Warehousing

Little’s Law: The Mathematical Relationship Between Lead Time and WIP

Why pushing more volume into a warehouse slows it down. The simple math of throughput and cycle time.

#littles-law#process-improvement#lean#throughput#WIP

The Speed Trap

In supply chain operations, there is a constant pressure to “increase volume.” However, without balancing flow, increasing volume simply increases Work-in-Process (WIP), which paradoxically increases lead time.

Little’s Law is a fundamental theorem in queuing theory that provides the quantitative link between how much “stuff” is in your system and how fast it moves through. It proves that speed is a function of density.

The Formula

$$L = \lambda \times W$$

Where:

  • L = Average inventory (WIP or units in the system)
  • $\lambda$ = Throughput (Average arrival or departure rate)
  • W = Average time spent in the system (Lead Time or Cycle Time)

The Strategic Insight

If you want to reduce your lead time ($W$) without changing your throughput ($\lambda$), you must reduce your inventory ($L$).

In a distribution center, if the picking floor is congested with 5,000 orders ($L$) and you process 500 orders per hour ($\lambda$), your average cycle time is 10 hours. If you flood the floor with 10,000 orders to “stay busy,” your cycle time doubles to 20 hours.

Pushing more work into a constrained system doesn’t increase output; it only increases the “wait time” for every unit within it.

The Congestion Cost

WIP (Orders on Floor)Throughput (per hr)Cycle Time (Lead Time)System State
1,0005002 HoursFluid
2,5005005 HoursBalanced
5,00050010 HoursSaturated
10,000450 (Reduced*)22.2 HoursCongested

*Throughput often drops in congested systems due to traffic and “honeycombing” in aisles.

The Optimization Problem

Minimize: Lead Time (W) Subject to: Target Throughput ($\lambda$)

The goal is to maintain the minimum amount of WIP ($L$) required to keep your resources fully utilized. Any inventory beyond that point is a tax on speed.

The Bottom Line

Efficiency isn’t found in a crowded warehouse; it’s found in a fluid one.

The quantitative discipline:

  • Control the release of work to the floor; do not exceed the system’s “natural” WIP capacity.
  • Measure Cycle Time ($W$) daily to detect hidden surges in $L$.
  • Recognize that “Busy” workers in a high-WIP environment are often just moving obstacles.
  • Use Little’s Law to set realistic “Estimated Time of Arrival” (ETA) for orders based on current floor volume.

The fastest way to speed up a process is often to put less into it.


Published by IMI Lab. Exploring technology-driven supply chains.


Task to carry out.
Only the lines in the entries below from the line with "Find footwear in" to the line with "What region does", both included, belong in the answer, transcribed exactly and without pictures.

Provided entries.
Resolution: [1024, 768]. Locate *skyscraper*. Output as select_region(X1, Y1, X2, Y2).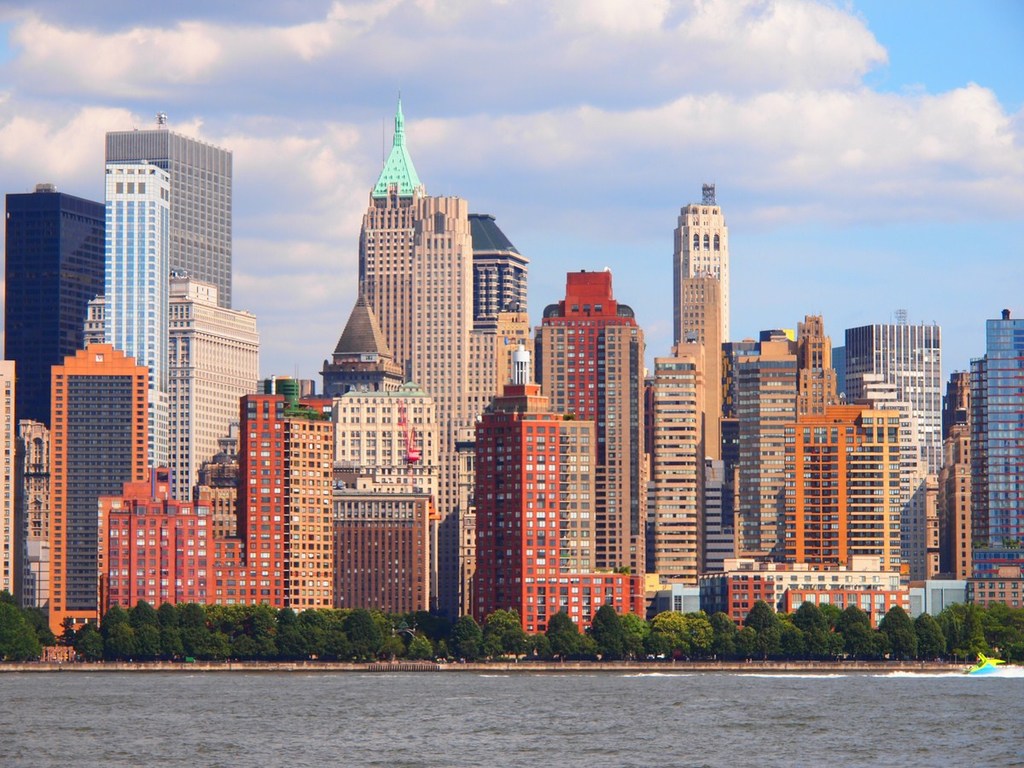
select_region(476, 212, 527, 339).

--

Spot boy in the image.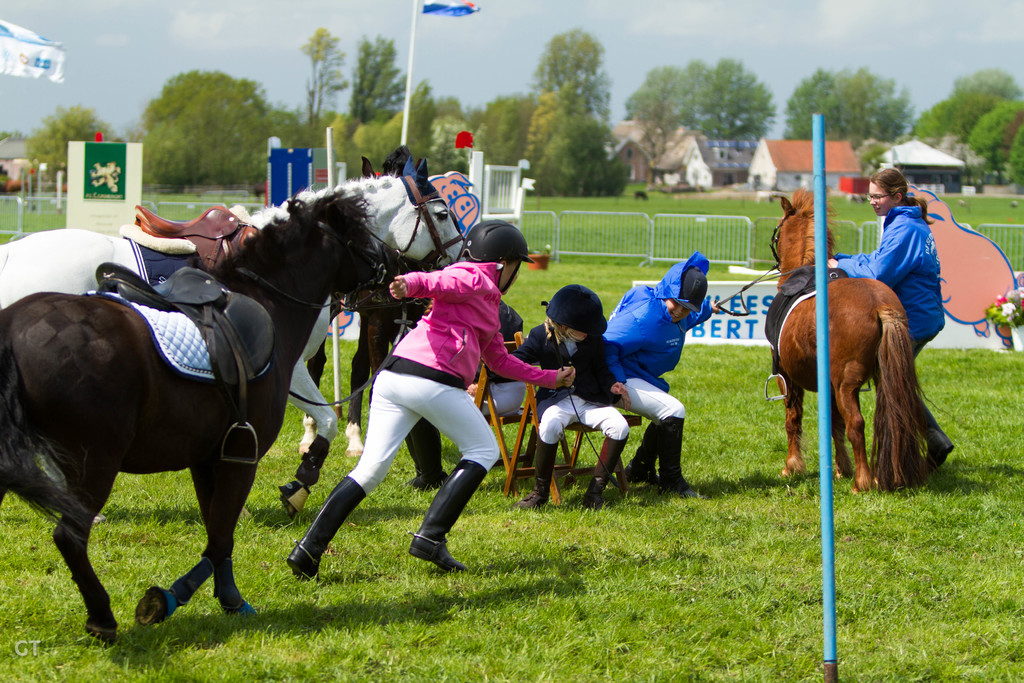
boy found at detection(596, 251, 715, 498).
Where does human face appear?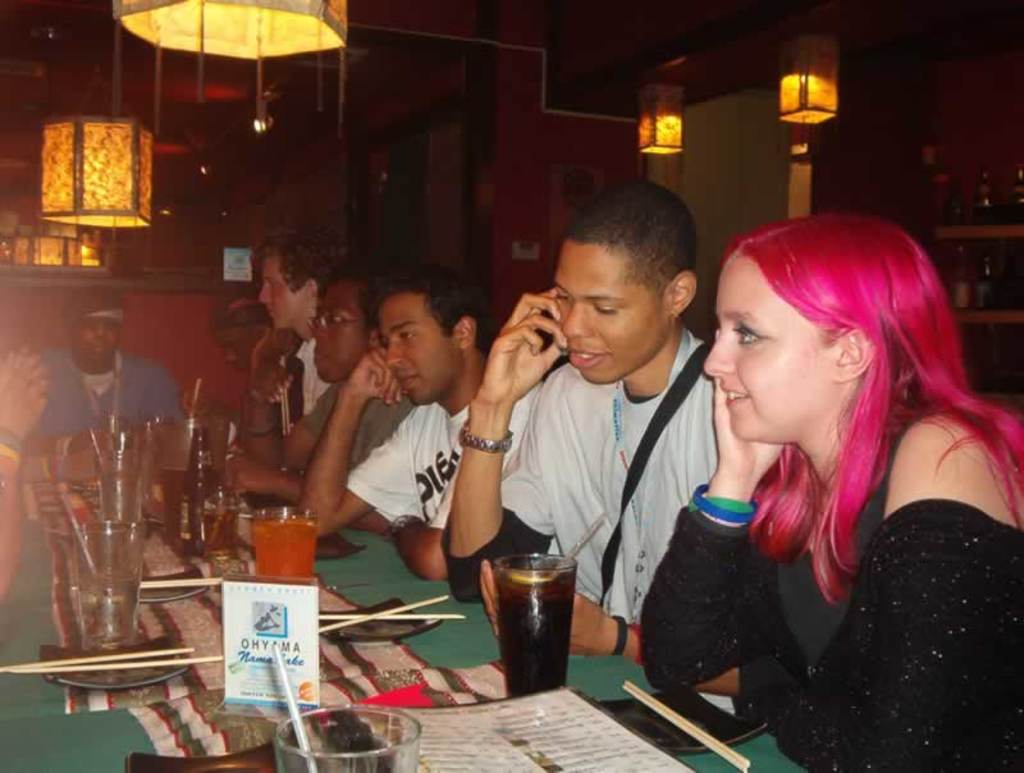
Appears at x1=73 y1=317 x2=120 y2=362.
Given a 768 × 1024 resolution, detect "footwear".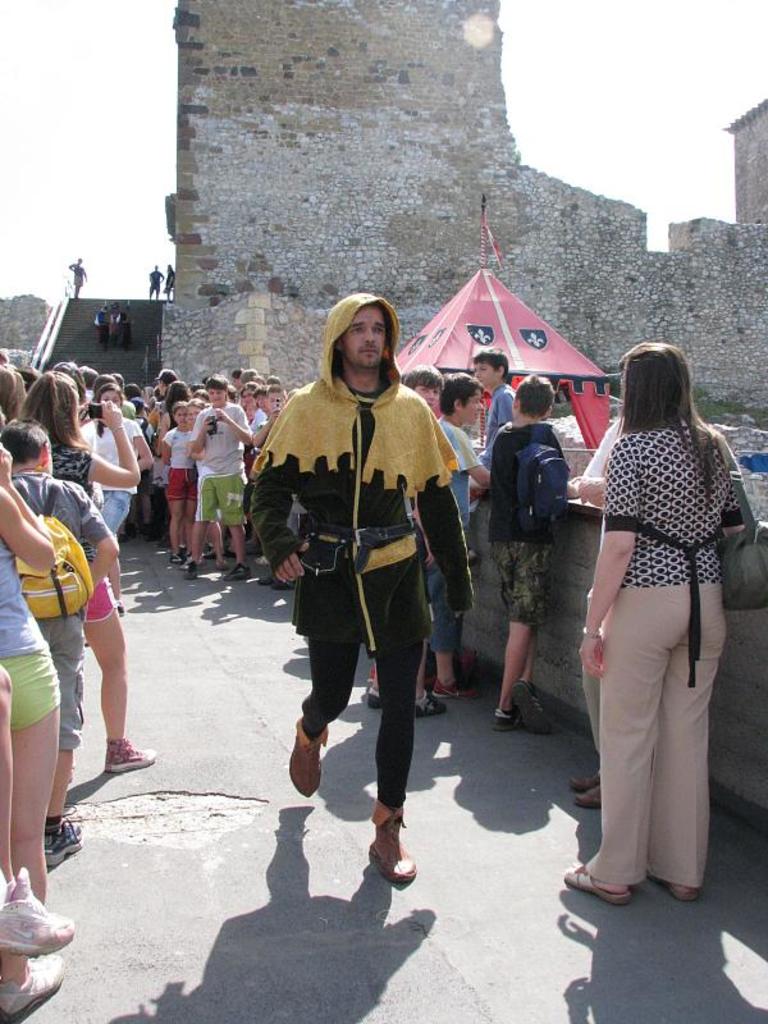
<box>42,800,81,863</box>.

* * *

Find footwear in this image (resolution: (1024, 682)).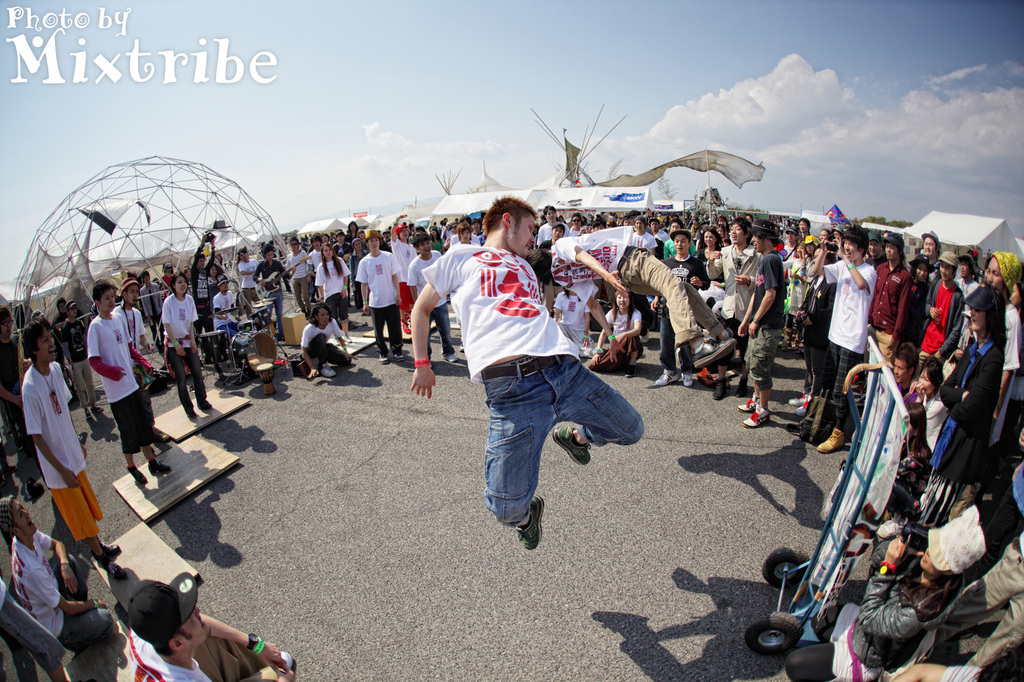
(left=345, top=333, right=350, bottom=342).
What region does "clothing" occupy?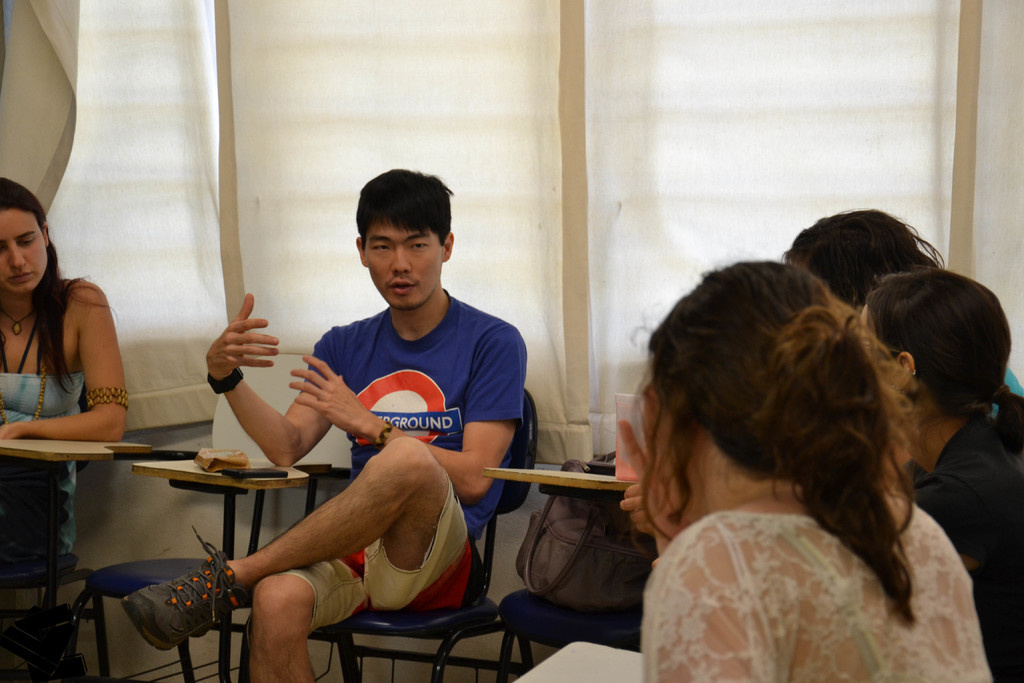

Task output.
Find footwear in this image (resolution: (1024, 682)).
(left=345, top=333, right=350, bottom=342).
What region does "clothing" occupy?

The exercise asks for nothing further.